The developer site is effectively dead, and so is Mindtouch Core, the open source edition of what once was Deki Wiki. Most frustrating of all is that Mindtouch Core (the open source derivative of Mindtouch) is no where to be found. Its basically impossible to find it now, which is sad considering that I remember the owners and developers passionate exclamations a few years ago that the product started as open source, would always remain open source and that it’s community would always be vital.

To be clear, I can’t really blame the leaders of Mindtouch for moving in this direction. One look at their customer list and you can see it’s a profitable transition. However I can’t help but be disappointed and a little bit betrayed. To see the excitement of the developers and of the users who are adding to the product is one thing that makes it very attractive. It tells me that the product is good enough to make people talk about it and invest time into it.

Dekiwiki, I’ll remember you fondly as I go looking for your replacement.

 

 

7 thoughts to “Mourning the loss of Dekiwiki”

  1. I too have been a Dekiwiki user for many years, and I have been watching it die a slow death. It met our needs in so many ways, but now I struggle to justify why we still use it.
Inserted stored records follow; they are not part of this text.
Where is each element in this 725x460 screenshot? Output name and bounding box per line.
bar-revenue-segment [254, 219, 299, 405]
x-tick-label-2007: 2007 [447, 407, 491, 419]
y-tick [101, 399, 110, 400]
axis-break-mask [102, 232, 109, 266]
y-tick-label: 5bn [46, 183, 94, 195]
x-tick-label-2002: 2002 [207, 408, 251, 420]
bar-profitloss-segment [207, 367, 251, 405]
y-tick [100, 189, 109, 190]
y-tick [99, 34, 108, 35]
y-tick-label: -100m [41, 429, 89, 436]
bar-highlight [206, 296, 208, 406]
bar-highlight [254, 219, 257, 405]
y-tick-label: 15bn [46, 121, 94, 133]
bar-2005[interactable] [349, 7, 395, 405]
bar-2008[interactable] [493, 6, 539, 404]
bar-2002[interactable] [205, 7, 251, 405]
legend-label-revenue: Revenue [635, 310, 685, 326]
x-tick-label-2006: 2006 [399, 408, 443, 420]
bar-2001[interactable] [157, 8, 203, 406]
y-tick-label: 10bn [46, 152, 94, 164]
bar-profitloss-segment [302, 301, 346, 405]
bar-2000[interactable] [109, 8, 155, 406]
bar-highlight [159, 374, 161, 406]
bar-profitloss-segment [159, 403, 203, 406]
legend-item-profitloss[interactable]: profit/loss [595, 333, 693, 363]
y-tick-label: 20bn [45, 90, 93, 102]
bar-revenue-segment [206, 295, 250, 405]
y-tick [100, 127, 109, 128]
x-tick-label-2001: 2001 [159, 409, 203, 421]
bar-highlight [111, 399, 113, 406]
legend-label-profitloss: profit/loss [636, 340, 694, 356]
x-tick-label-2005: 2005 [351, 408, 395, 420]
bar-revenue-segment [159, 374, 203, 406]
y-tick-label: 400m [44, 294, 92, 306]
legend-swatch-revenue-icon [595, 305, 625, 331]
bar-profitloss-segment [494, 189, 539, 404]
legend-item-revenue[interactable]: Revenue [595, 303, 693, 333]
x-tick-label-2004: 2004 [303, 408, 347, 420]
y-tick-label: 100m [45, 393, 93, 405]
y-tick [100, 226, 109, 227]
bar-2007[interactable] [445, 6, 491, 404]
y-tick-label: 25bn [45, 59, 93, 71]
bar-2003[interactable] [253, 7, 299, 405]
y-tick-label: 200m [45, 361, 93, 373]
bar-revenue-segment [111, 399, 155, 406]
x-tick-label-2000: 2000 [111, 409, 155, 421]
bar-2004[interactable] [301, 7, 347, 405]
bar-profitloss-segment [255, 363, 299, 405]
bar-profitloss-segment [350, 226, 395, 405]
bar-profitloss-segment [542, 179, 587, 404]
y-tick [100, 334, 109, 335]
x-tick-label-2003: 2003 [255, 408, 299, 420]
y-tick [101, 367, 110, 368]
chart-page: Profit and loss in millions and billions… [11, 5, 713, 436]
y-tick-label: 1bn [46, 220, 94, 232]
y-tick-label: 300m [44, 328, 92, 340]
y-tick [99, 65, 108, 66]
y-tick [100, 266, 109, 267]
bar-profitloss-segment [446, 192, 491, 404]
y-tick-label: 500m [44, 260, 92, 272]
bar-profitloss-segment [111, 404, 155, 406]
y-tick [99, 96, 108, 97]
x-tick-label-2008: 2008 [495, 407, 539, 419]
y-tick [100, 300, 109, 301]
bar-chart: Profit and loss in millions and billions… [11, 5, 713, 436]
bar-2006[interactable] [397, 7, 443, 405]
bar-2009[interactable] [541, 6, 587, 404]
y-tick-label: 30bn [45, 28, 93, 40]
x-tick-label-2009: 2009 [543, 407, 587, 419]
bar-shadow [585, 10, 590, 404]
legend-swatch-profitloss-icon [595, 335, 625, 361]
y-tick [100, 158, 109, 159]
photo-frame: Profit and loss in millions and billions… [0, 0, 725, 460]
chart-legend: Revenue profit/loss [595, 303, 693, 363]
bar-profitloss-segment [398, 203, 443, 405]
    I’ve even looked briefly what it would take to extract our data and migrate, but I didn’t find anything easy.

    I look forward to hearing what you find for a replacement.

  2. I’ve been using dekiwiki for the past 4 years and just upgraded our production server to Mindtouch Core 10.1.4….didn’t have any issues. Granted we don’t use for much more than a knowledge base and document repository, but it performs flawlessly and fast on minimal hardware. I don’t deal with Mindtouch support or their website much, but I would be curious to hear about what exactly caused you to ditch it, seems okay to me.

    1. Henry, we’re still using Dekiwiki and while I mentioned finding a replacement, it’s not high priority project so I haven’t seen what is comparable.

      However my dissatisfaction with the product is less about the features and more of the direction of the product as I outlined in my post. Its a dead end, with no future and that is incredibly disappointing.

      How many products last in your environment when it has no development or community surrounding it?

  3. I had noticed the slow down in the community recently and yesterday I requested how to get licensing to activate SSO with active directory. The response was they only have their SaaS model now and no longer support Core. Though there was a recent maintenance release, I’m begging to think that will soon die off as well.

    It was a great product while it lasted and I hope something will fill the soon to be void. Until then we are still running with what we have.

    1. Zeuth, I’m still using Mindtouch Core, unchanged from when I wrote this post. My company was acquired in September 2013, and the intention is to eventually move everything over to Sharepoint.

      I’ll lost a large amount of flexibility and add-ins, but at least then I won’t have to manage the wiki.